Implement auto-approval edge function client
epic-travel-expense-registration-foundation-task-008 — Build the AutoApprovalEdgeFunctionClient Dart class that invokes the Supabase Edge Function responsible for evaluating whether a submitted expense claim meets the organisation's auto-approval criteria. Handle authentication headers, parse the approval/rejection response envelope, and expose a typed result object. Implement retry logic with exponential back-off for transient network failures.
Acceptance Criteria
Technical Requirements
Execution Context
Tier 1 - 540 tasks
Can start after Tier 0 completes
Implementation Notes
Use supabase_flutter's `supabase.functions.invoke('auto-approve-expense', body: {'claim_id': claimId})` — this automatically attaches the JWT and targets the correct project URL. Model the request as a simple JSON envelope: `{claim_id: String}` — keep the mobile client's contract minimal to reduce coupling to edge function internals. For exponential backoff, use a helper `RetryPolicy` class with configurable maxAttempts, baseDelayMs, and multiplier rather than hardcoding delays inline — this makes the policy testable and reusable for other edge function clients. Define the AutoApprovalResult sealed class using Dart 3 sealed classes (not package:freezed) to keep the dependency count low.
The edge function response envelope should follow the convention: `{status: 'auto_approved' | 'manual_review' | 'rejected', approved_at?: ISO8601, reason?: string}` — agree this contract with the backend developer implementing the edge function. Document the expected response schema in a shared `contracts/` folder in the repo.
Testing Requirements
Unit tests (flutter_test + mocktail): mock the Supabase functions client, test AutoApproved response parsing, test RequiresManualReview response parsing, test HTTP 500 retry sequence (verify exactly 3 retries with correct delays using a fake async clock), test HTTP 400 no-retry behaviour, test timeout after 30 seconds, test cancellation mid-retry. Contract test: define the expected edge function request/response JSON schema and validate the client against it — this protects against edge function API changes breaking the mobile client silently. Integration test (optional, against local Supabase with deno serve): submit a real claim that meets auto-approval criteria and verify AutoApproved result is returned. Minimum 85% line coverage on client class.
Row-level security policies for expense claims must correctly scope data to organisation, role (peer mentor sees own claims only, coordinator sees org-wide queue), and claim status. Incorrect RLS can expose claims cross-organisation or prevent coordinators from accessing the attestation queue.
Mitigation & Contingency
Mitigation: Define RLS policies in code-reviewed migration files. Write integration tests that attempt cross-org reads with different JWT roles and assert access denial. Review with a second engineer before merging migrations.
Contingency: If RLS is misconfigured post-deployment, disable the affected policy temporarily and apply a hotfix migration within the same release window. No claim data is exposed publicly due to Supabase project-level auth requirement.
The auto-approval Edge Function is triggered server-side on expense insert. Cold-start latency or Edge Function failures can block the submission response and degrade UX, especially on mobile networks.
Mitigation & Contingency
Mitigation: Implement the auto-approval Edge Function client with a timeout and graceful fallback: if no result is received within 5 seconds, treat the claim as 'pending' and poll for the status update via Supabase Realtime. Keep the Edge Function warm with a periodic ping.
Contingency: If Edge Function reliability is unacceptable, move auto-approval evaluation to a database trigger or Postgres function as an interim measure, accepting that threshold configuration changes require a migration rather than a settings update.
The expense type catalogue and threshold configuration are cached locally for offline use. If an organisation updates their catalogue exclusion rules or thresholds while a peer mentor is offline, the local cache may allow submissions that violate the new policy.
Mitigation & Contingency
Mitigation: Cache entries include a TTL (24 hours). On connectivity restore, refresh cache before allowing new submissions. Server-side validation in the Edge Function and save functions provides a second enforcement layer.
Contingency: If a stale-cache submission passes client validation but fails server validation, surface a clear error message explaining that the expense type rules have been updated and prompt the user to review their selection with the refreshed catalogue.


# Action item
In the records below, which lines include "Aktif"? Copy them.

# Available data
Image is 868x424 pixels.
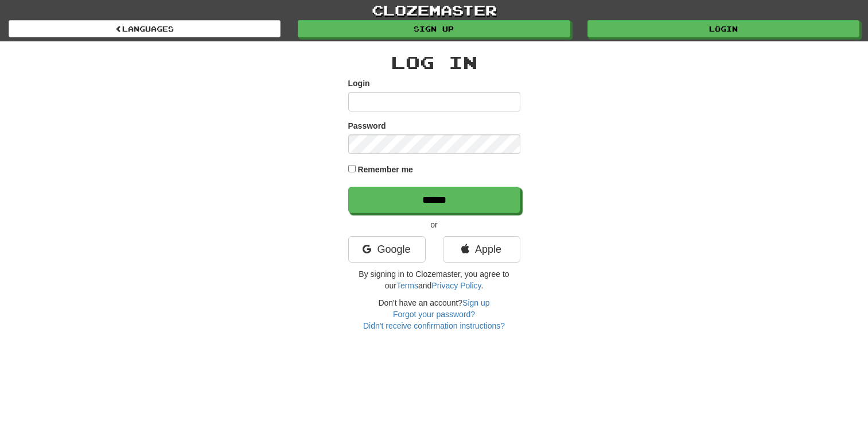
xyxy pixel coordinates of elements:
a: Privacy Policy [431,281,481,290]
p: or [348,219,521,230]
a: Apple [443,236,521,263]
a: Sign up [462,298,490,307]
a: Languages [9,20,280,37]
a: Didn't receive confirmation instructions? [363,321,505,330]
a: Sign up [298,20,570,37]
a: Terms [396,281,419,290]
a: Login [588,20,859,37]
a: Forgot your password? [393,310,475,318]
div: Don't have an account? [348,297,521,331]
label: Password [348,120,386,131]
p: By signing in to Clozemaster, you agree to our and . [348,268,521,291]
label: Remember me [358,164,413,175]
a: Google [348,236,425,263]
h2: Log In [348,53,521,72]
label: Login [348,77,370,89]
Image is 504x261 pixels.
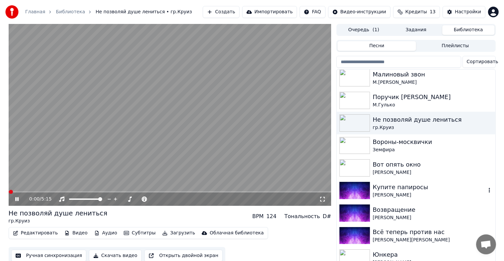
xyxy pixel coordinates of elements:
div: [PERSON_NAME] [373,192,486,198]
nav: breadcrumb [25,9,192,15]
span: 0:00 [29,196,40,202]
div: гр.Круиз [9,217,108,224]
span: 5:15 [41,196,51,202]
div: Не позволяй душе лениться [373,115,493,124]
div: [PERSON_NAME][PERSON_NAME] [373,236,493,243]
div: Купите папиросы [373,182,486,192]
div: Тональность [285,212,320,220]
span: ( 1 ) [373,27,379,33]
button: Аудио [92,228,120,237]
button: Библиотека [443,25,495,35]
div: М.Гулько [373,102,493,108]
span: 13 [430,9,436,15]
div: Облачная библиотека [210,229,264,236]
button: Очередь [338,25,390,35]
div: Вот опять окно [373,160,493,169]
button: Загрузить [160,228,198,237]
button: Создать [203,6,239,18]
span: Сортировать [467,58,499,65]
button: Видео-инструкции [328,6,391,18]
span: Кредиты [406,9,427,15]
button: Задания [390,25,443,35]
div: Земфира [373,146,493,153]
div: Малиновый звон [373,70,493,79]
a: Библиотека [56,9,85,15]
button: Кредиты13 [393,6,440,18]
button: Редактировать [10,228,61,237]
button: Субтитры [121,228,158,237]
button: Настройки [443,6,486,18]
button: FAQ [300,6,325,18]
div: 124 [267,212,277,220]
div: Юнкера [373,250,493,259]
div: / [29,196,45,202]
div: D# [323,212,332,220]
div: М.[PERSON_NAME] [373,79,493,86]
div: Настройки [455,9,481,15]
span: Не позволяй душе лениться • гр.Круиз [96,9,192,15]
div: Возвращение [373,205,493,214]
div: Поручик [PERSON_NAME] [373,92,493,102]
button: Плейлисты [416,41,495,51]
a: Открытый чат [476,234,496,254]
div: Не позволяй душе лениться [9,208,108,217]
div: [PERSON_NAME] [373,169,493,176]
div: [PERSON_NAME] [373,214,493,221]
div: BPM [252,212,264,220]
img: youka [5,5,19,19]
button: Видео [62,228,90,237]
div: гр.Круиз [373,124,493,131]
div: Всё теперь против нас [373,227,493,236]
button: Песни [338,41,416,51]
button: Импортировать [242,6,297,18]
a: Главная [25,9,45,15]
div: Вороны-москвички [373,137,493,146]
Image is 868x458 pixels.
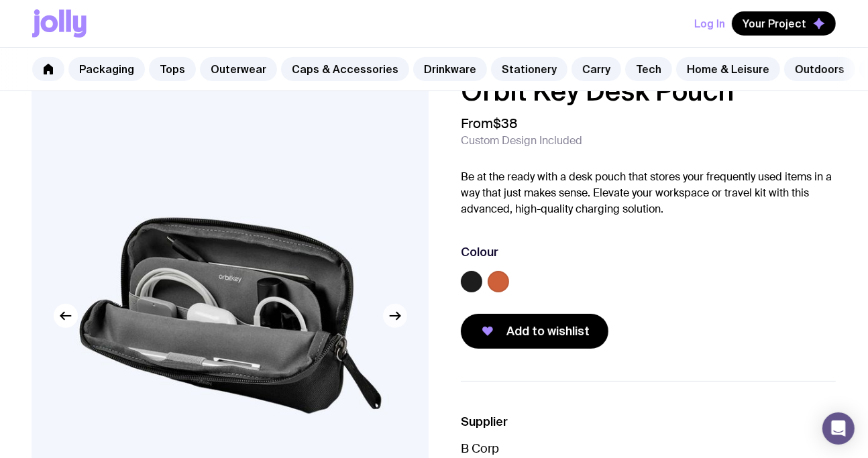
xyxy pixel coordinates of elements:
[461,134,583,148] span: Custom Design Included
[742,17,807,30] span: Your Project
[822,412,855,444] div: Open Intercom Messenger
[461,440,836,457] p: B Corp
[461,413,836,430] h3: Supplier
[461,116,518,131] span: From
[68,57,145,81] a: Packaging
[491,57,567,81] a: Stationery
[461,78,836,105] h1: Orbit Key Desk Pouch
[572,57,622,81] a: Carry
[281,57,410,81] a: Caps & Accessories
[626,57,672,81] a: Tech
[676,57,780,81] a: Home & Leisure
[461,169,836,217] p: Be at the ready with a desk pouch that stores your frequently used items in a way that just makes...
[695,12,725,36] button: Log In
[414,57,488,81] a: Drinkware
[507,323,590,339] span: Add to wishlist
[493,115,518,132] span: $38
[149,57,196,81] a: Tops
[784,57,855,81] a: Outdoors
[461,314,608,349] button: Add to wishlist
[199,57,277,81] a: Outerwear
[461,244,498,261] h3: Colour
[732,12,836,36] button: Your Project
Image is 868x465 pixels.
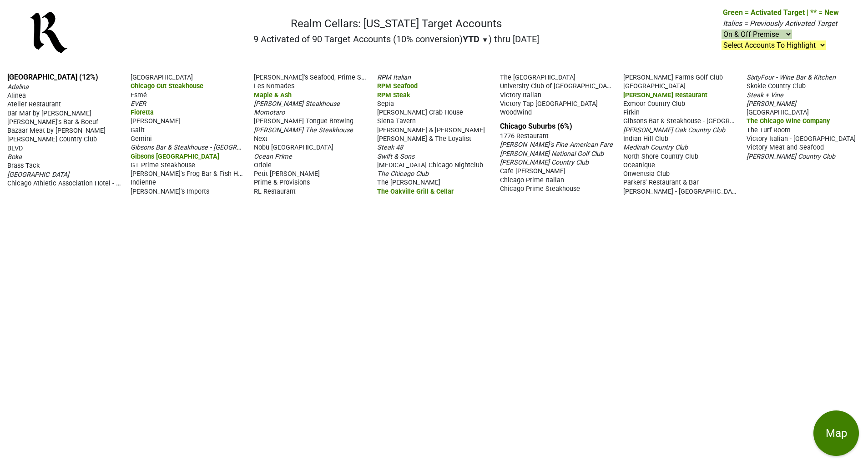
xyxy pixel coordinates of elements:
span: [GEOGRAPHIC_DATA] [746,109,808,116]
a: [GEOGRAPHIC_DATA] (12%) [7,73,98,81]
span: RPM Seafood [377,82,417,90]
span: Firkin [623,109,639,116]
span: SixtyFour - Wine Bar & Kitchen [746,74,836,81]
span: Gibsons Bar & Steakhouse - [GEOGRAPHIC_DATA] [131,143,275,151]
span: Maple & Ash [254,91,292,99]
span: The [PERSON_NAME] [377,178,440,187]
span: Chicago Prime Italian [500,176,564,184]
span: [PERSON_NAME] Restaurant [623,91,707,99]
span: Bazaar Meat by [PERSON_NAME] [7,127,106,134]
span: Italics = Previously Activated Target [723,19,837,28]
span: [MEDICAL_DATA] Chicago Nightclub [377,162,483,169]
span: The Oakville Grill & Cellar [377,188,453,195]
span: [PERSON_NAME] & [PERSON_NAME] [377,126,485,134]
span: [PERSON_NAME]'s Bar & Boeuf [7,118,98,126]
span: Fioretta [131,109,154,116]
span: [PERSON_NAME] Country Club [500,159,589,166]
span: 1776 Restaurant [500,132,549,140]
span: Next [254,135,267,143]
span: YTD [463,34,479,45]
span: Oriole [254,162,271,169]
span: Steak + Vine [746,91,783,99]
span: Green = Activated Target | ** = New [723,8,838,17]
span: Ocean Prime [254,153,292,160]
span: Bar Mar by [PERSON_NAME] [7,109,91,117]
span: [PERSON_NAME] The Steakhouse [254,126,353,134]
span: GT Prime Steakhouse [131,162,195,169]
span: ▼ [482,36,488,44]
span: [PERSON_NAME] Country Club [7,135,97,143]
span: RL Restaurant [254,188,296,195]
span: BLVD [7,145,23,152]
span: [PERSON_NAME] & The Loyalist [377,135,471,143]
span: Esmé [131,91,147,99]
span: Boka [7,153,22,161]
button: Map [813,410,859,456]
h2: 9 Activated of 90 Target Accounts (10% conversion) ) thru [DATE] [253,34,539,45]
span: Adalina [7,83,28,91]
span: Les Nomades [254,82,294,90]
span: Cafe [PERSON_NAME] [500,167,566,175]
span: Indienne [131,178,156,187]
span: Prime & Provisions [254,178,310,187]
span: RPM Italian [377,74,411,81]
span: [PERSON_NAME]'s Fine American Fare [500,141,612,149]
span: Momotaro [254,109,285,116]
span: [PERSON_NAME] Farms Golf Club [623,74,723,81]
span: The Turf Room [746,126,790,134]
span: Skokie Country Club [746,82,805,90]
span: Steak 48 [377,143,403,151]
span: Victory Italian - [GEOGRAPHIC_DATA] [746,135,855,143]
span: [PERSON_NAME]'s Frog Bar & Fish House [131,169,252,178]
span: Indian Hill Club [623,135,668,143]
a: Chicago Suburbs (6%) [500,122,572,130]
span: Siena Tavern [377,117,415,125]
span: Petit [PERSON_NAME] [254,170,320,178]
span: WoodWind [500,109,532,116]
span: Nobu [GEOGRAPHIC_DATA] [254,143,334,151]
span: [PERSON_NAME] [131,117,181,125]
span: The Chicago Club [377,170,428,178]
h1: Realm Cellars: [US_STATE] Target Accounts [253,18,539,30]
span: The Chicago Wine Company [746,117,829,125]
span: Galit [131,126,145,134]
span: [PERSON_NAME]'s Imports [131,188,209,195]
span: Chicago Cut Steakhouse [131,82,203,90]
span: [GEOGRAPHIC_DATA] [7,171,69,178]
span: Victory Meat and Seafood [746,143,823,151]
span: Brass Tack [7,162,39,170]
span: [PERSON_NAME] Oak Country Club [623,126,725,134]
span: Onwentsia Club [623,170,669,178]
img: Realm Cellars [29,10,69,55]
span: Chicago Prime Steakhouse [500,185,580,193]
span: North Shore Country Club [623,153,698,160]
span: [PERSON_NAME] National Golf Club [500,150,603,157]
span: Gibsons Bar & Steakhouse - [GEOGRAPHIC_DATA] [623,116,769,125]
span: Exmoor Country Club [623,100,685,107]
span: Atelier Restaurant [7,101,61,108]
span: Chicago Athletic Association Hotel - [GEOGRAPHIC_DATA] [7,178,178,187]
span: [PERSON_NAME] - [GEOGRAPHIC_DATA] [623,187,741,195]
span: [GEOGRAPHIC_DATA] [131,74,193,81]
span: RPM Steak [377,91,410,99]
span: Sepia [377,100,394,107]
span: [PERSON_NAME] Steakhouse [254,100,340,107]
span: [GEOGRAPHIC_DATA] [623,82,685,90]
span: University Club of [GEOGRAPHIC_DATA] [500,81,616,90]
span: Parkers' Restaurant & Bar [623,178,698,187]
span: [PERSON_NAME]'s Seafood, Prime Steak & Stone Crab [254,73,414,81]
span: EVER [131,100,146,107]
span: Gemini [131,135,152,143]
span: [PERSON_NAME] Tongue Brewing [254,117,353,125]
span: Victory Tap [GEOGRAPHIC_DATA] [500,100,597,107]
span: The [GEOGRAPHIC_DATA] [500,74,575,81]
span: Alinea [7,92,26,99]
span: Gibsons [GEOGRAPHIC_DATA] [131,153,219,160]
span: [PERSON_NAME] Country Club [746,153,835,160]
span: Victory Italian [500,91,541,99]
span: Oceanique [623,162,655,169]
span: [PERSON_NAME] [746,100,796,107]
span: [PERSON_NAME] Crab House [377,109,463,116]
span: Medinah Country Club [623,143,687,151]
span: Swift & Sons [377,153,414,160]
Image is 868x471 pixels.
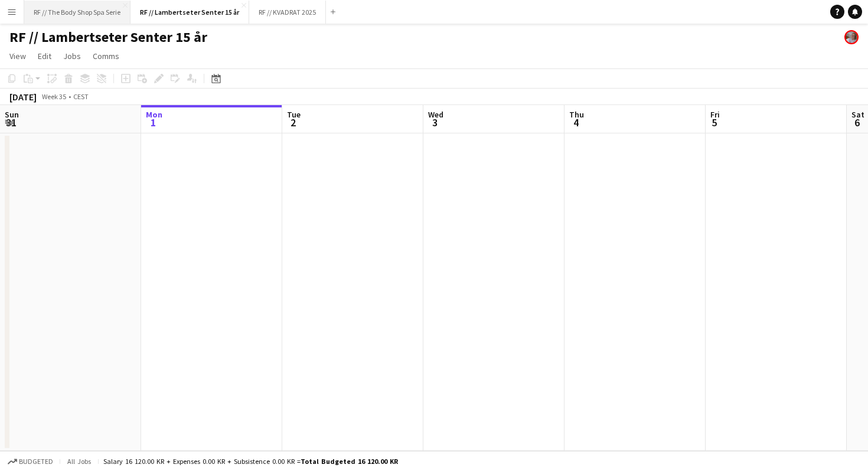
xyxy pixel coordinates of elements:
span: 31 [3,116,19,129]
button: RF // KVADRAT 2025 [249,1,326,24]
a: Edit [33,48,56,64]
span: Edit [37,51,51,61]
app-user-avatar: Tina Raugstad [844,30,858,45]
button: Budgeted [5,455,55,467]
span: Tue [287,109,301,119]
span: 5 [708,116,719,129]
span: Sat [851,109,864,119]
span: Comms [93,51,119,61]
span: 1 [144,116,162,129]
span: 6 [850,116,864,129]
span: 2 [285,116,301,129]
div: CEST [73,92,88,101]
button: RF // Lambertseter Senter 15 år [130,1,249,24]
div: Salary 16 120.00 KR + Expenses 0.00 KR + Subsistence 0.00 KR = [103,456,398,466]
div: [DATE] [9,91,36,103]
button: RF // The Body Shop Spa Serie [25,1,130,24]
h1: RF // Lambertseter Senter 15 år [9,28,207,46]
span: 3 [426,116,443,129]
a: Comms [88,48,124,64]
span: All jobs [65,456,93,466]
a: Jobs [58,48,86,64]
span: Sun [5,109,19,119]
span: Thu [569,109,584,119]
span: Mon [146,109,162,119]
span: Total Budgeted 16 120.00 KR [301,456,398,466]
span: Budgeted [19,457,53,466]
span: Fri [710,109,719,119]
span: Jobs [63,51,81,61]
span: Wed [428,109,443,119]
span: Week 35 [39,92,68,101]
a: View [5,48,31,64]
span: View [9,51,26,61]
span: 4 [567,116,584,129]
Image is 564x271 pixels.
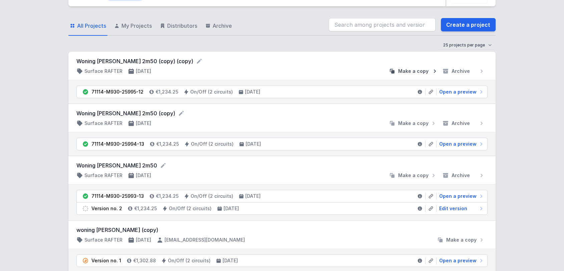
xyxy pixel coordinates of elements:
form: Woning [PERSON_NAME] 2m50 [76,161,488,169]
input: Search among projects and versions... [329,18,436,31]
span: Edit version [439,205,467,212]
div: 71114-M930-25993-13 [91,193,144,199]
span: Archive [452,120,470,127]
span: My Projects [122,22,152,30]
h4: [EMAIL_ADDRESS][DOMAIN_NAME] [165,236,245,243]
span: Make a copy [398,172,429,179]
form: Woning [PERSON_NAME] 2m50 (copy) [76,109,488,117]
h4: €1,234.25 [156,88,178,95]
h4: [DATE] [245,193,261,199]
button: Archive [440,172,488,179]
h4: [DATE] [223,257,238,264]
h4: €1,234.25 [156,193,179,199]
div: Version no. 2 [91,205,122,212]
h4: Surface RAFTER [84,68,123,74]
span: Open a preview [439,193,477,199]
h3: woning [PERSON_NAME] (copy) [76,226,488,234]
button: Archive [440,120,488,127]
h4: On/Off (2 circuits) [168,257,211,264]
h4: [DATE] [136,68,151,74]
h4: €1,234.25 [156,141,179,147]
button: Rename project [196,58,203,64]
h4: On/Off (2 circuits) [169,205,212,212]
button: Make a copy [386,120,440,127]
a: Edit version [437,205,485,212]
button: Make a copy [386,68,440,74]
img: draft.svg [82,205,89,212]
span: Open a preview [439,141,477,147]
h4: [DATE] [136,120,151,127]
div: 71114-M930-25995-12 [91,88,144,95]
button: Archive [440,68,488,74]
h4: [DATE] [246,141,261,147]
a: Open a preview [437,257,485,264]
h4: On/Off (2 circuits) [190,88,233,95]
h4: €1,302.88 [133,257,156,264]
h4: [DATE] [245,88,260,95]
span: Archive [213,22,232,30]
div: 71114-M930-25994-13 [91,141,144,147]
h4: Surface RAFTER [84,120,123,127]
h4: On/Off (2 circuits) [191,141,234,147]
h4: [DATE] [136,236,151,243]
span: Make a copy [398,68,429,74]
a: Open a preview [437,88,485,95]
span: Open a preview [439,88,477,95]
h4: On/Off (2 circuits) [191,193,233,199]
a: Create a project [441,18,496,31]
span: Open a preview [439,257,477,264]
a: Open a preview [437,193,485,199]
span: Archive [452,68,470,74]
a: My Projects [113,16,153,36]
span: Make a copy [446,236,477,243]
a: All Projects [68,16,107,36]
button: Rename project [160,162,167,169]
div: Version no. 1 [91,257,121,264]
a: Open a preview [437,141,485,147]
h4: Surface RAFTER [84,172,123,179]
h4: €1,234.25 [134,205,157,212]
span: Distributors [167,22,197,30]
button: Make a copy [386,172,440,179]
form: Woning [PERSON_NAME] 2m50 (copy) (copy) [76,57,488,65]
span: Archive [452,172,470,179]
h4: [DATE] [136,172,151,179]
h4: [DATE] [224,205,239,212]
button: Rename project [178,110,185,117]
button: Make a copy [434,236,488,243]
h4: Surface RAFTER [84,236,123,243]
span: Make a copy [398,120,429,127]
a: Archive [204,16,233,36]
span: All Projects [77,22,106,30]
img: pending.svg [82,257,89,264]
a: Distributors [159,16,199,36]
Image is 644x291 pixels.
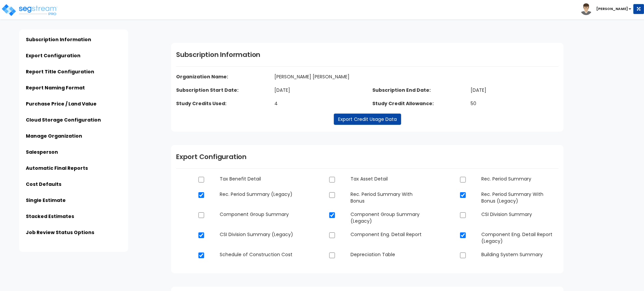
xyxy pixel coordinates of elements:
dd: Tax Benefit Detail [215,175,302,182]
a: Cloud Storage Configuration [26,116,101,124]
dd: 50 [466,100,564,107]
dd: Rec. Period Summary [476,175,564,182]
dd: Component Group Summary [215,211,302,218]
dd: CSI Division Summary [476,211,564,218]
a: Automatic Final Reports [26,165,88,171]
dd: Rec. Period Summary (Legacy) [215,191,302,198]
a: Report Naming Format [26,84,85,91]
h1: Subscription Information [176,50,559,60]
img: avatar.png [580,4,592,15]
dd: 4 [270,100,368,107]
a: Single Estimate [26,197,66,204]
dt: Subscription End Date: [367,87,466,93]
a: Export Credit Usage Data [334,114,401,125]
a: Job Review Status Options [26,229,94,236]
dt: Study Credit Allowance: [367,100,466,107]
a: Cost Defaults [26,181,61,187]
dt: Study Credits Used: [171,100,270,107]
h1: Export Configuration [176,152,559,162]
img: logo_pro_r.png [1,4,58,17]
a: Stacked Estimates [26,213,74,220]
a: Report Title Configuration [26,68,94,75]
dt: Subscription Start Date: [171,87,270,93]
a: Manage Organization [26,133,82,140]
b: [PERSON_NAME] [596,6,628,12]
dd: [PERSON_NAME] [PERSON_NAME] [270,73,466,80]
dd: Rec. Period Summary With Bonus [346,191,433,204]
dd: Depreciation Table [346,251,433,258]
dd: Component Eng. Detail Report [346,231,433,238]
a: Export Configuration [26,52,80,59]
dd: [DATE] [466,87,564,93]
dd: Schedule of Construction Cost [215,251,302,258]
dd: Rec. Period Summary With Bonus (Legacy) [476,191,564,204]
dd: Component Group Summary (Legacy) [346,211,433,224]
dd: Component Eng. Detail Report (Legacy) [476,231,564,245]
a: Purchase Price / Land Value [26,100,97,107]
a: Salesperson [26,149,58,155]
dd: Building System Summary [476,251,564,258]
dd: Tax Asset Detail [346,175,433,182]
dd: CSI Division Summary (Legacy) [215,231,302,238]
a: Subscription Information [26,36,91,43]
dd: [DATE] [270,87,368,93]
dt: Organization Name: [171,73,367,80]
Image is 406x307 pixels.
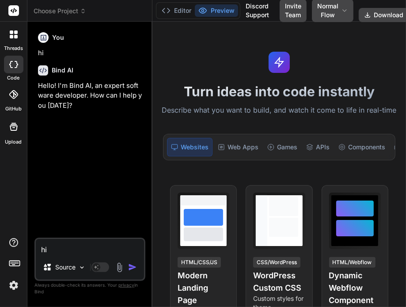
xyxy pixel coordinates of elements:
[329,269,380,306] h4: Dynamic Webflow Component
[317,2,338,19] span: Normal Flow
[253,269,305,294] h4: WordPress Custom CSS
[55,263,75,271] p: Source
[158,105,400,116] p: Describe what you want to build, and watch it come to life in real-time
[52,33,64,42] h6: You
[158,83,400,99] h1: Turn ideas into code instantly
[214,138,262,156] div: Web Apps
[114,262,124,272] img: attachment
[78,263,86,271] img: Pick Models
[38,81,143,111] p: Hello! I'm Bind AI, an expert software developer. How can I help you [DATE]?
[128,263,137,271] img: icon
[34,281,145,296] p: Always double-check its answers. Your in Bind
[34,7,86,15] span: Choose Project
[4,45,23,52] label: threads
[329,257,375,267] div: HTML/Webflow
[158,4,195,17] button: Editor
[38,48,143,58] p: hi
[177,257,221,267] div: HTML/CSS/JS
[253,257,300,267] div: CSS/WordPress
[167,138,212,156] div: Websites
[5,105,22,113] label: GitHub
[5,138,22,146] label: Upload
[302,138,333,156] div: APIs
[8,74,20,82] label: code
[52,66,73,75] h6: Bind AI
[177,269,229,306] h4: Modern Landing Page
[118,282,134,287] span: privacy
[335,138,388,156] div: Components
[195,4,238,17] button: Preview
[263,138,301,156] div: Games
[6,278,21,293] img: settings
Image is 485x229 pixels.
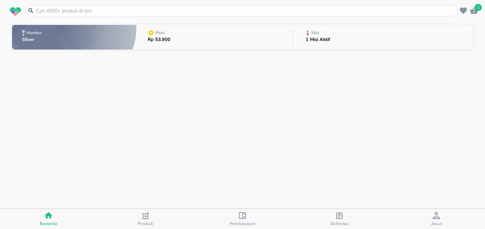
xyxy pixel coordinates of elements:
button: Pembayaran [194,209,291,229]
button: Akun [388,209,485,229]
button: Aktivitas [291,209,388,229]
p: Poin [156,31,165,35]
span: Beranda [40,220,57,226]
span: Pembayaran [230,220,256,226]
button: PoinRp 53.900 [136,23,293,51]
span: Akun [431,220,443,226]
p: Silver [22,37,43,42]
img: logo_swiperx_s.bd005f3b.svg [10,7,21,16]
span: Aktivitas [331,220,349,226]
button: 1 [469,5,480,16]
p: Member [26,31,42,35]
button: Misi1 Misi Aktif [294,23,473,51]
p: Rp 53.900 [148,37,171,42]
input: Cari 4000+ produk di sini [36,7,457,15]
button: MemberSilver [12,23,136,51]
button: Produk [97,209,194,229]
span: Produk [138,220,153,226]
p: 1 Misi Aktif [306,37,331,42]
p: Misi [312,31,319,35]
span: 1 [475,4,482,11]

# Exercise result
button: Misi1 Misi Aktif [294,23,473,51]
p: 1 Misi Aktif [306,37,331,42]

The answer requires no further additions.